If you're trying to update your Windows Vista machine and getting an error 80072EFE, you may want to check for the rootkit yourself. Download and unzip TDSSKiller, then rename the executable file to something random. I used 1a2b3c4d.com (.com will work the same as .exe in this instance). Then run your executable, follow the prompts, and restart. If you want more in-depth instructions, check out this article at bleepingcomputer.com
9 comments:
Thanks for this article. Seems I've a similar problem. Had a virus recently which I got rid of but Windows Update wont work, same error code. IE also doesn't work (Firefox FTW!).
Downloaded that TDSSKiller and seems atapi.sys is infected. Problem is no matter how many times I remove it using that tool or overwriting it with a backup atapi, each time I restart the infection comes back. Tried disabling all startup services and rebooting but still seems to happen. Nothing suspicious running when looking at Task Manager either. Kinda stumped right now but least your article pointed me in the right direction.
Thanks it fixed my Win7 issue..
You're welcome Vince. Glad to hear it, and thanks for the comment
Great solution.I had error code 80072efe in windows update too.I found your site from google.Downloaded tdsskiller and everything came back to normal,Thanks for the info.
Gillo.
Thank a million for the solution. I have been trying for months to try and rectify that problem. Tried many different things to no avail.
Great solution.
I am also getting error 80072efe with Visat.

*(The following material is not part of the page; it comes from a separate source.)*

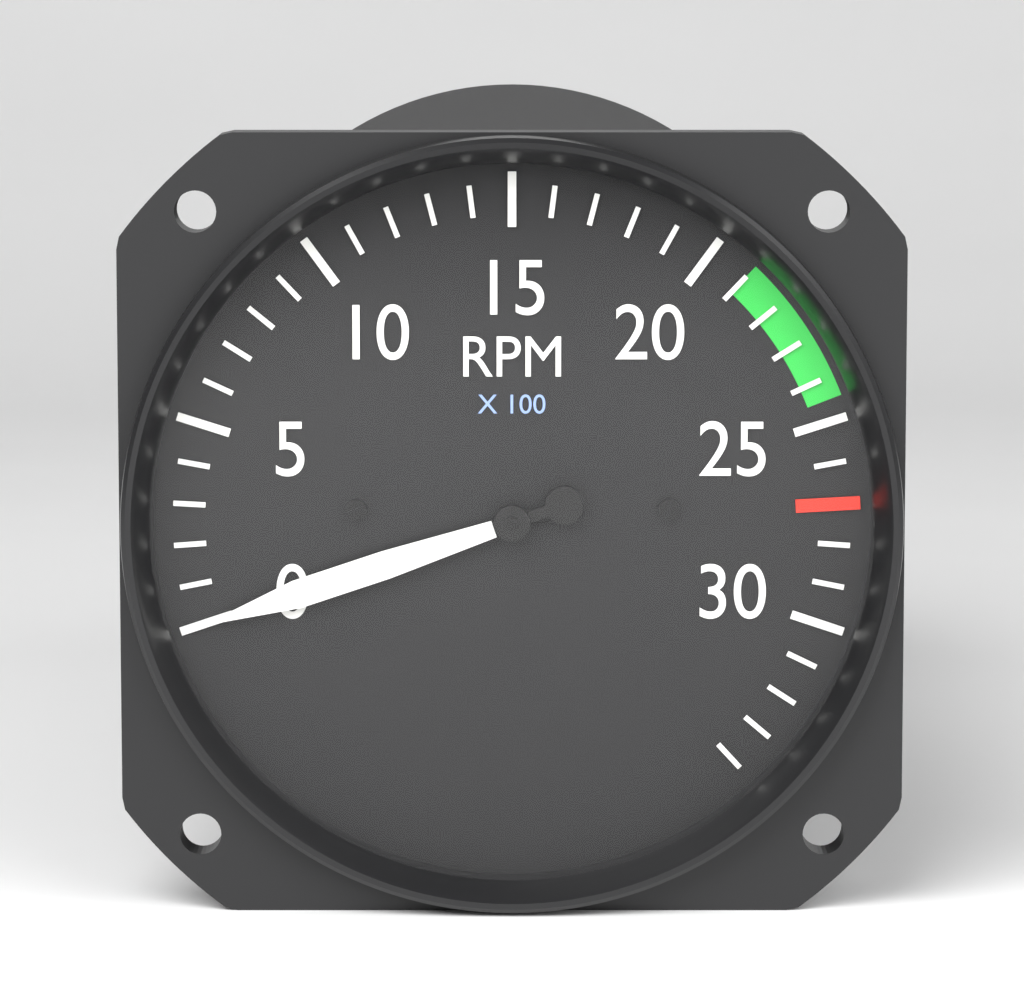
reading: 0 RPM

Have downloaded and tried to run TDSSKiller.
Initialization gets to 80% and then fails.
I get error fromMicrosoft Windows "TDSS rootkit removal tool has stopped working"
Help!
Hi Walt,
I'd suggest pulling the hard drive from that computer and hooking it up as a secondary on a second computer. Then run TDSSKiller on that second computer and tell it to check your drive. Of course that requires a second computer, and maybe a SATA or ATA to USB bridge to keep it simple, but that way you have a non-infected OS install to run TDSSKiller with. Or even better, hook up your hard drive to a second computer, back up your files, then reformat and reinstall Windows on your machine. That way you reload the OS and wipe out the infection for sure.

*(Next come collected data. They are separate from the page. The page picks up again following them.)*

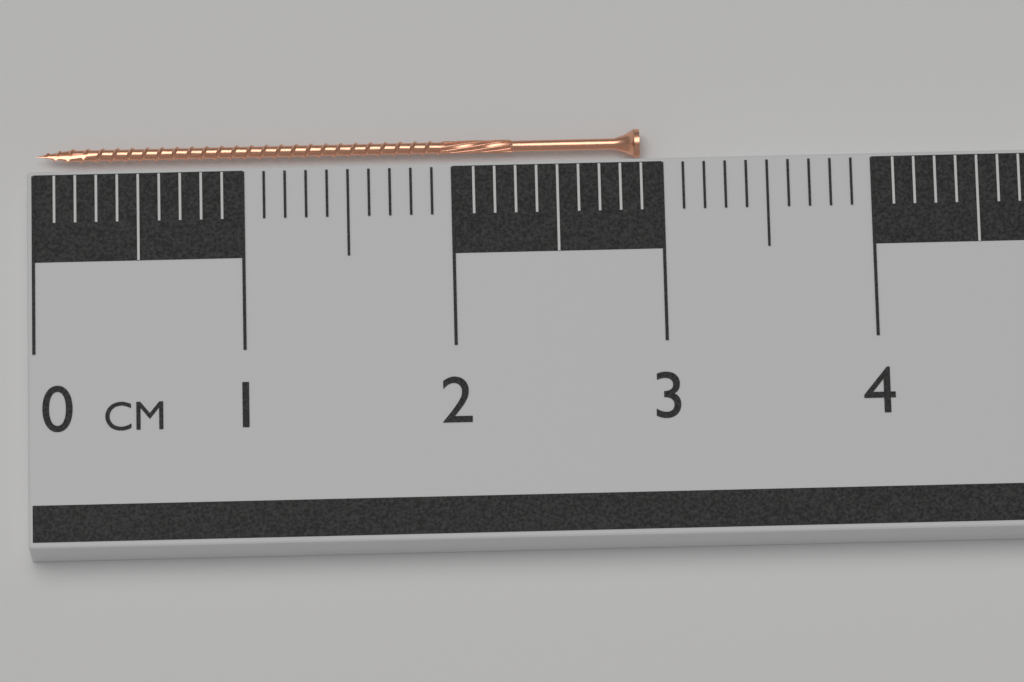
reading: 2.9 cm
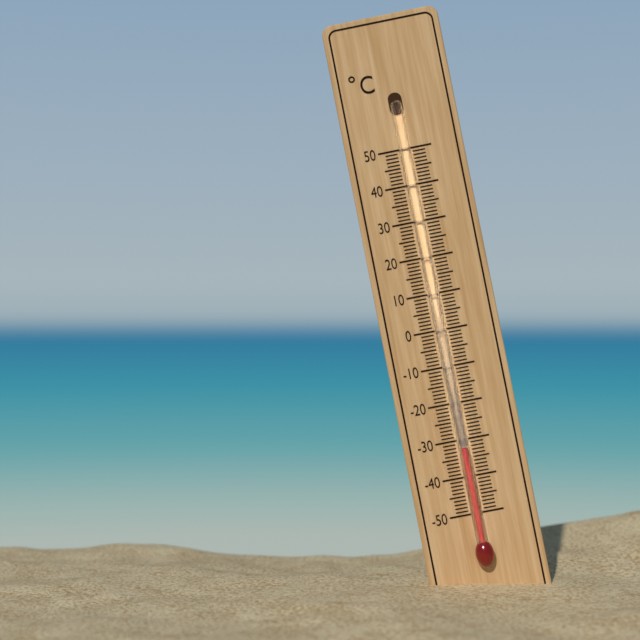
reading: -32 °C
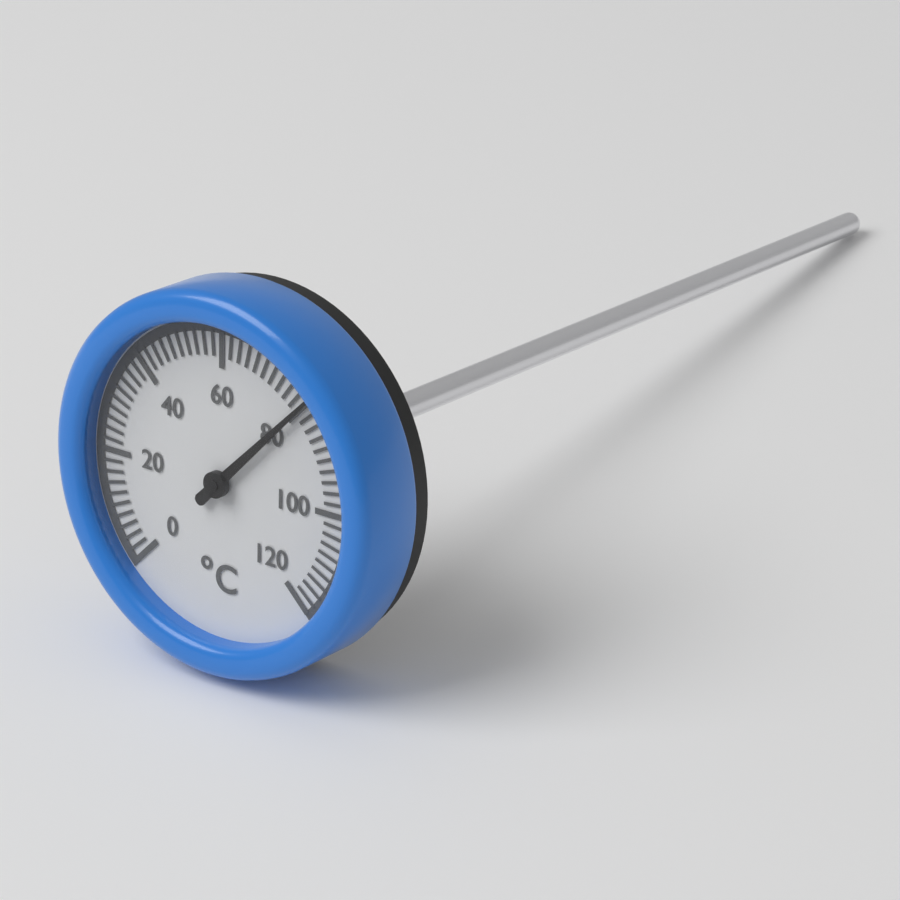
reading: 80 °C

This error 80072efe keeps coming up when i try to update my media player and now can't even listen to music .. This Labtop sucks Dell by far have the most horrible cowputers hen i can im going to get windows please help me with this error ion my
It's not Dell's fault that your system has a software problem. As noted in this post, the 80072EFE error I encountered was caused by malware. Malware infects computers because of browsing habits, lack of antivirus software (or updated AV definitions), or lack of software patches. None of those are Dell's responsibility, unless you have some sort of managed services contract with them which I'd doubt.
Please try the solution posted in the article. If it does not work, please add another comment with what didn't work, and what the error message was that told you it wouldn't work.